XP Holdouts Will Hold Back Progress

The web has been moving ahead quickly as vendors trip over each other to implement the latest standards such as HTML5. Firefox, Chrome, Opera, Safari, and even the upcoming Internet Explorer 9 have all pledged allegiance to the web. The future of the web looks bright, but I fear that the future will take a long time to arrive because of Windows XP.

Dave Methvin, Contributor

May 7, 2010

2 Min Read

The web has been moving ahead quickly as vendors trip over each other to implement the latest standards such as HTML5. Firefox, Chrome, Opera, Safari, and even the upcoming Internet Explorer 9 have all pledged allegiance to the web. The future of the web looks bright, but I fear that the future will take a long time to arrive because of Windows XP.Windows Vista had me clinging to XP on several systems until last year, when Windows 7 arrived. Microsoft did a great job on Windows 7 and it has deservedly started to gobble up market share. In fact, it has already matched Vista's share of the market in the short time since it was released.

I'm glad I stayed with XP for so long, and even happier that Windows 7 delivered a worthy successor. Now that XP is coming up on a decade of service and nearing the sundown period of Microsoft support, it's time for everyone to consider a switch. Even if your company can't or won't move off XP, there is one thing you absolutely should upgrade: the web browser. Windows XP shipped with Internet Explorer 6, and unfortunately many businesses have let themselves become trapped in that 2001-era vision of the web. IE6 is not a modern browser, and it cannot deliver anything close to a good experience on the 2010-era web.

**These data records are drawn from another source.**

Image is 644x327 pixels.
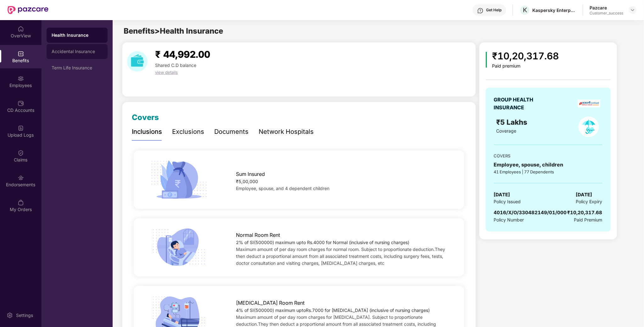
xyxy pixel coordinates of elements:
div: ₹10,20,317.68 [568,209,603,216]
div: Settings [14,313,35,318]
div: 4% of SI(500000) maximum uptoRs.7000 for [MEDICAL_DATA] (inclusive of nursing charges) [236,307,449,314]
div: ₹10,20,317.68 [492,49,559,64]
div: Paid premium [492,64,559,69]
div: Exclusions [172,127,204,137]
span: view details [155,70,178,75]
span: Sum Insured [236,170,265,178]
span: [MEDICAL_DATA] Room Rent [236,299,305,307]
div: Inclusions [132,127,162,137]
span: ₹ 44,992.00 [155,49,210,60]
span: 4016/X/O/330482149/01/000 [494,210,567,216]
span: K [523,6,528,14]
span: Benefits > Health Insurance [124,26,223,35]
div: Kaspersky Enterprise India Private Limited [533,7,577,13]
img: icon [148,226,210,269]
img: icon [148,158,210,201]
img: policyIcon [579,116,599,137]
img: svg+xml;base64,PHN2ZyBpZD0iU2V0dGluZy0yMHgyMCIgeG1sbnM9Imh0dHA6Ly93d3cudzMub3JnLzIwMDAvc3ZnIiB3aW... [6,313,13,318]
span: Policy Issued [494,199,521,205]
img: svg+xml;base64,PHN2ZyBpZD0iVXBsb2FkX0xvZ3MiIGRhdGEtbmFtZT0iVXBsb2FkIExvZ3MiIHhtbG5zPSJodHRwOi8vd3... [18,125,24,131]
div: COVERS [494,153,603,159]
img: svg+xml;base64,PHN2ZyBpZD0iRW5kb3JzZW1lbnRzIiB4bWxucz0iaHR0cDovL3d3dy53My5vcmcvMjAwMC9zdmciIHdpZH... [18,174,24,181]
img: icon [486,52,488,67]
span: Normal Room Rent [236,231,280,239]
div: Accidental Insurance [52,49,103,54]
img: svg+xml;base64,PHN2ZyBpZD0iSGVscC0zMngzMiIgeG1sbnM9Imh0dHA6Ly93d3cudzMub3JnLzIwMDAvc3ZnIiB3aWR0aD... [477,8,484,14]
span: Employee, spouse, and 4 dependent children [236,186,329,192]
div: Term Life Insurance [52,65,103,70]
span: ₹5 Lakhs [497,118,530,126]
div: Get Help [486,8,502,13]
img: svg+xml;base64,PHN2ZyBpZD0iQmVuZWZpdHMiIHhtbG5zPSJodHRwOi8vd3d3LnczLm9yZy8yMDAwL3N2ZyIgd2lkdGg9Ij... [18,50,24,57]
span: [DATE] [577,192,593,199]
div: 2% of SI(500000) maximum upto Rs.4000 for Normal (inclusive of nursing charges) [236,239,449,246]
span: [DATE] [494,192,511,199]
img: svg+xml;base64,PHN2ZyBpZD0iQ0RfQWNjb3VudHMiIGRhdGEtbmFtZT0iQ0QgQWNjb3VudHMiIHhtbG5zPSJodHRwOi8vd3... [18,100,24,106]
div: 41 Employees | 77 Dependents [494,169,603,175]
div: Network Hospitals [258,127,314,137]
span: Policy Number [494,217,525,223]
span: Covers [132,113,159,122]
img: svg+xml;base64,PHN2ZyBpZD0iSG9tZSIgeG1sbnM9Imh0dHA6Ly93d3cudzMub3JnLzIwMDAvc3ZnIiB3aWR0aD0iMjAiIG... [18,26,24,32]
img: svg+xml;base64,PHN2ZyBpZD0iTXlfT3JkZXJzIiBkYXRhLW5hbWU9Ik15IE9yZGVycyIgeG1sbnM9Imh0dHA6Ly93d3cudz... [18,199,24,206]
div: Health Insurance [52,32,103,38]
div: ₹5,00,000 [236,178,449,185]
div: Employee, spouse, children [494,161,603,169]
div: Pazcare [590,5,623,11]
div: Documents [214,127,249,137]
div: GROUP HEALTH INSURANCE [494,96,550,111]
img: New Pazcare Logo [8,6,48,14]
img: insurerLogo [578,100,601,108]
span: Shared C.D balance [155,62,197,68]
div: Customer_success [590,11,623,16]
img: download [127,51,148,72]
span: Maximum amount of per day room charges for normal room. Subject to proportionate deduction.They t... [236,247,445,266]
img: svg+xml;base64,PHN2ZyBpZD0iRW1wbG95ZWVzIiB4bWxucz0iaHR0cDovL3d3dy53My5vcmcvMjAwMC9zdmciIHdpZHRoPS... [18,75,24,82]
img: svg+xml;base64,PHN2ZyBpZD0iQ2xhaW0iIHhtbG5zPSJodHRwOi8vd3d3LnczLm9yZy8yMDAwL3N2ZyIgd2lkdGg9IjIwIi... [18,150,24,156]
span: Paid Premium [574,216,603,223]
img: svg+xml;base64,PHN2ZyBpZD0iRHJvcGRvd24tMzJ4MzIiIHhtbG5zPSJodHRwOi8vd3d3LnczLm9yZy8yMDAwL3N2ZyIgd2... [631,8,635,13]
span: Coverage [497,128,517,133]
span: Policy Expiry [577,199,603,205]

XP holdouts that have stuck with IE6 will be faced with a tough decision if they decide to upgrade just the web browser. Microsoft has made it clear that the company does not intend to support XP in Internet Explorer 9, supposedly because it needs advanced graphics technologies only available in Vista and Windows 7. Yet other browser makers have delivered their products on XP, and those products usually perform better than Microsoft's browser. Perhaps IE9 will truly outperform the competition, but it's not quite fair to compare the early IE9 beta to the shipping and stable products already available from others.

The bottom line comes down to this: if your company plans to stay with XP well into 2011 and you're still using IE6, you've got to upgrade that browser. Knowing that IE9 won't support XP, you can safely move to IE8 knowing it's the end of the line for IE on XP. Or, you can move to Firefox, Chrome, Safari, or Opera -- but a company that's still stuck on IE6 isn't likely to be that adventurous. The web developers of the world will be happy with anything that gets you off IE6.